God has communicated logic to man as a tool by which we can come to truth. God made us in His image with the ability to reason. We are created as rational beings, and God uses our reasoning ability to speak to us. For example, the giving of law presupposes an ability to reason. Laws are given in the form of universal propositions. “God has commanded all men everywhere to repent.” To obey this, we finish the syllogism: I am a man, therefore I must repent. Without logic, the command could not be applied to particulars. A denial of logic opens the door for disobedience, for without it we cannot obey.

Logic is presupposed, not only in law, but in all revelations of God to men. God gives us minds that reason just as He has given us eyes that see, in order that we may receive His revelation to us. Cornelius Van Til said, “The gift of logical reason was given by God to man in order that he might order the revelation of God for himself.” In order to comprehend any doctrine, we must use logic. The truth that there is one God, eternally existent in three Persons, though clearly contained in the Bible, is not found in any one place in scripture. To see the truth of the Trinity requires a godly, submissive use of logic. If a truth is truly and logically derived from the scripture, we have a divine obligation to believe whatever it is. This is what the Westminster Confession is referring to where it says, “The whole counsel of God concerning all things necessary for His own glory, man’s salvation, faith and life, is either expressly set down in scripture or by good and necessary consequence may be deduced from scripture.” Isaac Watts, the great hymn writer and logician, said it this way in his book on logic: “It was a saying among the ancients, Veritas in puteo, Truth lies in a well; and, to carry on this metaphor, we may very justly say, that logic does, as it were, supply us with steps whereby we may go down to reach the water…. The power of reasoning was given us by our Maker, for this very end, to pursue truth.”

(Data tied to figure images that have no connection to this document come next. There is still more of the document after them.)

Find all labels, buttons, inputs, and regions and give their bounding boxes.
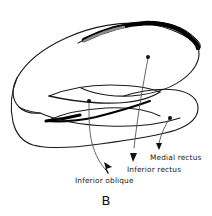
dot-medial-rectus: [168, 116, 172, 120]
superior-muscle-inner-edge: [81, 45, 199, 96]
dot-inferior-rectus: [146, 55, 150, 59]
label-inferior-oblique: Inferior oblique: [75, 177, 134, 184]
superior-muscle-outline: [13, 23, 197, 113]
arrowhead-medial-rectus: [156, 143, 162, 150]
arrowhead-inferior-rectus: [130, 153, 137, 162]
label-inferior-rectus: Inferior rectus: [127, 166, 181, 173]
leader-curve-inferior-oblique: [92, 143, 106, 170]
leader-line-inferior-oblique: [89, 102, 92, 143]
figure-caption: B: [0, 194, 212, 207]
dot-inferior-oblique: [87, 99, 91, 103]
inferior-oblique-lower-edge: [49, 92, 160, 103]
anatomical-figure: Inferior oblique Inferior rectus Medial …: [0, 0, 212, 216]
label-medial-rectus: Medial rectus: [150, 154, 201, 161]
arrowhead-inferior-oblique: [104, 162, 112, 173]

Logic is thus a tool which God has given us in order to understand and obey Him. Like other tools, our grasp of it as humans is no doubt incomplete and imperfect, but it is sufficient for the task for which it is given. And like any other tool, we need to be careful how we use it.

Paul Echoes Aristotle on Friendship

24__Paul_the_ApostleReading Aristotle’s Rhetoric II.4 on “friendship” is like reading an expanded version of  the Apostle Paul’s 1 Corinthians 13:4-7, which reads:

Love is patient, love is kind. It does not envy, it does not boast, it is not proud. It does not dishonor others, it is not self-seeking, it is not easily angered, it keeps no record of wrongs. Love does not delight in evil but rejoices with the truth. It always protects, always trusts, always hopes, always perseveres.

2__AristotleIt is not hard to show that every single phrase in this Bible passage alludes to some portion of that section from Aristotle’s Rhetoric. Read more here: Rhetoric 2.4 & I Cor 13.

Either the Apostle Paul knew his Aristotle, or they have a nearly identical understanding of the love between friends.

Rhetoric-2.4-I-Cor-13

The Philosopher and the Apostle

Aristotle presents the general line of argument “That if it is possible for one of a pair of contraries to be or happen, then it is possible for the other: e.g. if a man can be cured, he can also fall ill; for any two contraries are equally possible, in so far as they are contraries” (Rhetoric II.19).

I was wondering if anyone would really argued this way, when I recalled an argument from Paul about the resurrection: “For since death came through a man, the resurrection of the dead comes also through a man. For as in Adam all die, so in Christ all will be made alive” (1 Cor. 15:21-22).

Paul either knows his Aristotle, or Aristotle knows how people think.